Whitehouse challenges corporate allies to move the ball on warming legislation
“But the corporate message hasn’t sunk through,” he said. “It’s a murmur — many voices are saying the same thing, but because it’s not being said together, it doesn’t come through clearly.”
He called on the companies to “make the murmur into a message” that would grab his colleagues’ attention.
Whitehouse and Rep. Henry Waxman (D-Calif.), his co-chairman on the Bicameral Task Force on Climate Change, heard from five companies that touted their efforts to curb company emissions and harden their operations against climate change. The briefing marked the first anniversary of a “climate declaration” signed by 750 companies calling for climate legislation.
Letitia Webster, global director of corporate sustainability for outdoor apparel company VF Corp., said climate change topped its customers’ list of concerns. A major consumer of cotton, VF is taking steps to improve the sustainability of the supply chain, she said. She also made a pitch for carbon legislation and a permanent renewable energy tax credit.
Rob Olson, chief financial officer of Ikea US, announced the company’s investment in a new Hoopeston, Ill., wind farm. The company has a goal of relying on renewable energy for two-thirds of its power, he said.
Colin Dyer, president and CEO of commercial real estate company Jones Lang LaSalle, discussed ways to improve building efficiency, including through government action. Kevin Rabinovich, director of global sustainability for Mars Inc., the chocolate maker, said his company had mapped the genome of cocoa and released it into the public domain in hopes of finding more drought-resistant strains of the vital crop.
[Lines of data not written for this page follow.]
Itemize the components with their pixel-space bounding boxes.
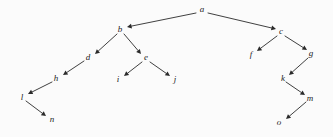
tree-edge-e-i — [124, 62, 142, 76]
tree-node-m: m — [307, 94, 314, 103]
tree-node-g: g — [309, 49, 314, 58]
tree-edge-e-j — [150, 62, 170, 76]
tree-diagram: abcdefghijklmno — [0, 0, 333, 137]
tree-edge-h-l — [28, 82, 52, 94]
tree-edge-a-c — [208, 13, 276, 30]
tree-edge-b-e — [124, 34, 141, 54]
tree-edge-g-k — [289, 58, 308, 75]
tree-edge-b-d — [95, 34, 117, 54]
tree-node-l: l — [21, 93, 24, 102]
tree-edge-c-f — [257, 36, 277, 51]
arrowhead-icon — [165, 71, 170, 76]
tree-node-h: h — [54, 74, 59, 83]
arrowhead-icon — [127, 24, 132, 29]
arrowhead-icon — [63, 70, 68, 75]
tree-node-e: e — [144, 53, 148, 62]
tree-node-c: c — [279, 27, 283, 36]
tree-node-o: o — [277, 118, 282, 127]
tree-edge-k-m — [286, 82, 305, 95]
tree-edge-d-h — [63, 61, 84, 75]
arrowhead-icon — [300, 90, 305, 95]
tree-node-a: a — [200, 5, 205, 14]
tree-node-i: i — [117, 75, 120, 84]
tree-node-j: j — [174, 75, 177, 84]
tree-edge-m-o — [286, 102, 306, 119]
arrowhead-icon — [302, 46, 307, 50]
tree-node-d: d — [86, 53, 91, 62]
arrowhead-icon — [257, 46, 262, 51]
arrowhead-icon — [124, 71, 129, 76]
tree-edge-c-g — [285, 36, 307, 50]
tree-node-n: n — [50, 115, 55, 124]
arrowhead-icon — [41, 111, 46, 116]
tree-node-k: k — [281, 74, 285, 83]
tree-edge-a-b — [127, 13, 196, 28]
tree-node-b: b — [118, 25, 123, 34]
tree-node-f: f — [250, 50, 253, 59]
tree-edge-l-n — [26, 101, 46, 116]
arrowhead-icon — [271, 26, 276, 31]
Amy Hargroves, director of corporate responsibility and sustainability for Sprint Communications Inc., made a pitch for good corporate citizenship.
But Hargroves, whose company is based in Kansas, said that climate change is rarely a topic raised during meetings about the company’s sustainability practices.
“We’ve tried to change the dialogue a little bit away from the climate issue because it has so much baggage on it, and instead just talk about the business benefits,” she said.
But Whitehouse said that internal efforts by companies will only go so far toward addressing warming.
“It doesn’t support the next step, which is: How do you break through this little ring of denial that a very small subset of the corporate community has erected around Washington, D.C., very inconsistently with the views and experience of the great majority of the corporate community?” he said.
Whitehouse has said that EPA’s existing power plant guidance that will be proposed later this spring may be a turning point for corporate interest in a carbon price. Faced with a new obligation to limit emissions, he argues, large utilities will demand economywide legislation that would share responsibility.
But while the agency has said little about the proposal it must release early in June, officials have assured stakeholders that it will be cost-effective and will not require today’s power fleet to retrofit with carbon capture and sequestration technology.
The rule is currently undergoing interagency review at the White House.